Windows Servicing Platform
My last four years at Microsoft were spent working on the servicing stack used to install and update Windows system bits. The stack is used in applications from Windows Update, to setup.exe, to dll registration. This team gets the credit for my philosophy of exponential over iterative improvements. I vividly remember being faced with one such task. A Windows 7 PC which had been installing updates for two years could have grown our repository of OS files from an initial 4GB to well over 200GB of disk space. With the move towards tablets, devices, and SSDs with high-cost disk space, we were tasked with getting the 2-year later OS footprint down to 10GB. A daunting task to say the least. Bundled into the first update for Windows 8 was our updated code which brought most PCs down to under 8GB. For diligence to our customer base, we even back-ported the changes and put it in an update for Windows 7 delighting customers world-wide who woke up and noticed they had 100s of GBs of new free space like magic.
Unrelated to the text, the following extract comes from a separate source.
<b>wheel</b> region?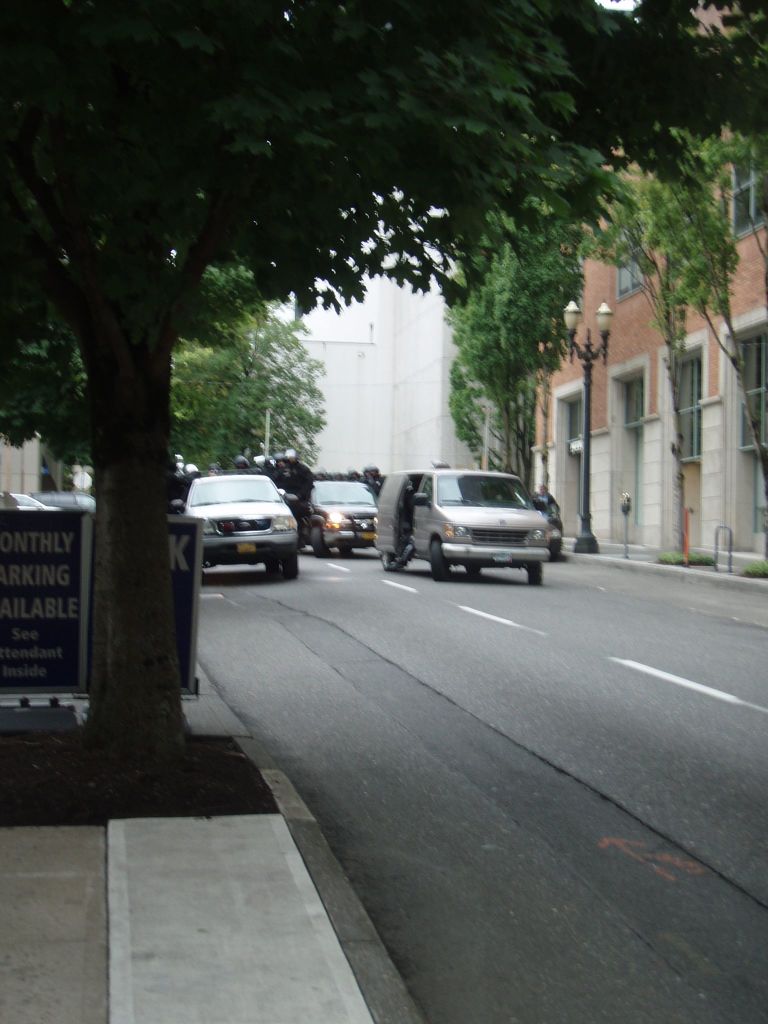
[529,560,543,586]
Along with new challenges like reducing footprint, improving stability, and handling app-store installs, comes the dreaded world of legacy support. For over a year, I owned Window's Fusion technology which promotes the use of assembly manifests to avoid dll hell during registration. The test footprint for this space was so enormous that our labs couldn't handle the execution. In response, I put myself on the front edge of coverage-based smart testing. Using code-coverage runs, I could catalog which tests executed which code blocks. If and only if a code block was changed would we then run the tests that exercised that block. The result was an 80% reduction in test execution for the legacy framework with only a 6% delay in detecting regression bugs. A huge win for this space.
Along with new challenges like reducing footprint, improving stability, and handling app-store installs, comes the dreaded world of legacy support. For over a year, I owned Window's Fusion technology which promotes the use of assembly manifests to avoid dll hell during registration. The test footprint for this space was so enormous that our labs couldn't handle the execution. In response, I put myself on the front edge of coverage-based smart testing. Using code-coverage runs, I could catalog which tests executed which code blocks. If and only if a code block was changed would we then run the tests that exercised that block. The result was an 80% reduction in test execution for the legacy framework with only a 6% delay in detecting regression bugs. A huge win for this space.
Microsoft Software Licensing
Also known as the impossible task of trying to stop the physical and administrative owner of a computer from hacking your bits - and my first big-time software job. While in Microsoft's Software Licensing org, I helped develop countless technologies to help harden, detect, and prevent software piracy including anti-tampering, obfuscation, inbox bit signatures, and validation pipelines.
Amongst my favorites was the pkey2009 algorithm which became the new company-wide encryption standard for product keys. Our goal was to both stay ahead of decryption technologies and speed product key acceptance during activation - a process that could take over a minute in certain situations on the existing pkey2005 algorithm. As an SDET this was an interesting problem needing a test framework that could work for both penetration testing and performance testing.
Another interesting challenge was our hardware ID software suit. This was the API base used to determine if the same product key was being used on multiple different machines. Key problems in test included how to virtualize hardware for automated testing on a system designed to detect tampering through virtualized hardware, and establishing a physical test environment that emulated a large enough sample set of real-world hardware that could be expected to be seen in the entire Windows install base (100s of millions of PCs). While it's acceptable for some software to ship with bugs out of the box, anti-piracy technologies must be bug-free or there will be hacks before the first box leaves the store shelves.
Amongst my favorites was the pkey2009 algorithm which became the new company-wide encryption standard for product keys. Our goal was to both stay ahead of decryption technologies and speed product key acceptance during activation - a process that could take over a minute in certain situations on the existing pkey2005 algorithm. As an SDET this was an interesting problem needing a test framework that could work for both penetration testing and performance testing.
Another interesting challenge was our hardware ID software suit. This was the API base used to determine if the same product key was being used on multiple different machines. Key problems in test included how to virtualize hardware for automated testing on a system designed to detect tampering through virtualized hardware, and establishing a physical test environment that emulated a large enough sample set of real-world hardware that could be expected to be seen in the entire Windows install base (100s of millions of PCs). While it's acceptable for some software to ship with bugs out of the box, anti-piracy technologies must be bug-free or there will be hacks before the first box leaves the store shelves.